Last Updated 03 April 2019, 07:21 IST

Liberalisation is identified with the Congress government of PV Narasimha Rao, but the United Progressive Alliance (UPA) led by the party had failed to take forward that legacy. Instead of deepening reforms, the UPA, under Sonia Gandhi, had focussed on a rights-based welfare framework.

Apart from allowing for a well-intentioned insolvency and bankruptcy paradigm that is unfortunately already in danger of getting diluted, the Modi government contributed little to restart far-reaching reforms. A peculiarity of the right-wing Bharatiya Janata Party (BJP)-led government’s economic strategy is that rather than market forces and private enterprise, growth is dependent on state levers — public investments in infrastructure and a model of redistributive schemes such as those for houses, toilets and other handouts to the disadvantaged.

Today, therefore, the political consensus on growth-enhancing second-generation reforms has weakened considerably. The 1991 liberalisation, it was hoped, would see the policy framework graduate from being pro-business to pro-markets. But the task remains incomplete. While some progress has been made in those areas where the business class stands to gain, the reforms that would benefit the masses – such as labour and agrarian reforms – mostly remain pending.
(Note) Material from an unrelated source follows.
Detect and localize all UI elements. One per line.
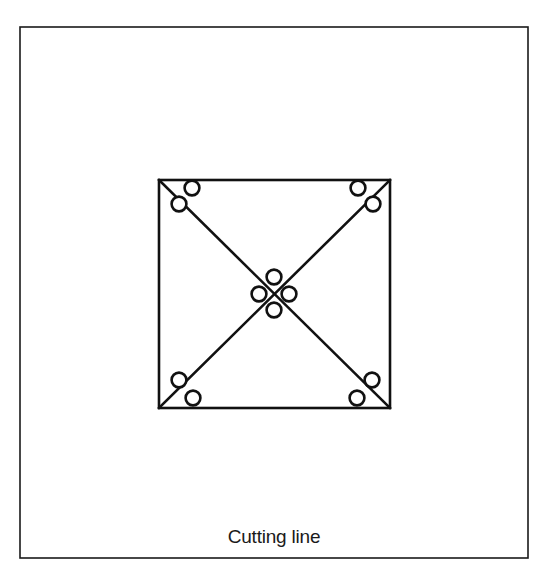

This lopsidedness has meant that vast swathes of the Indian population — informal sector workers that constitute more than 90 per cent of the work force and rural Indians — continue to remain on the margins of the market economy. They can participate in its as consumers but as producers of goods and services they do not enjoy level playing field and have low bargaining power. The income-enhancing gains to them from the reforms process remain limited which is why both the Congress and the BJP are competing to woo them with vote-catching fiscal compensations such as PM-Kisan and Nyuntam Aay Yojana (NYAY).

In a democracy that still has a large number of poor people, poverty alleviation and social welfare are bound to figure in economic policy resolutions of parties whether on the left or the right. But leaving aside the headlines-grabbing NYAY, what does the Congress Party’s Manifesto for the 2019 Lok Sabha elections tell us about the party’s economic position?

The document suggests that the party wishes to signal its return to the centrist economic ideology, away from the Left philosophy, which had defined most economic policies of the two UPA governments.

The Congress economic philosophy, the document avers, is based on embracing the idea of an “open and liberal market” economy in which growth is driven by private enterprise that co-exists with a viable public sector.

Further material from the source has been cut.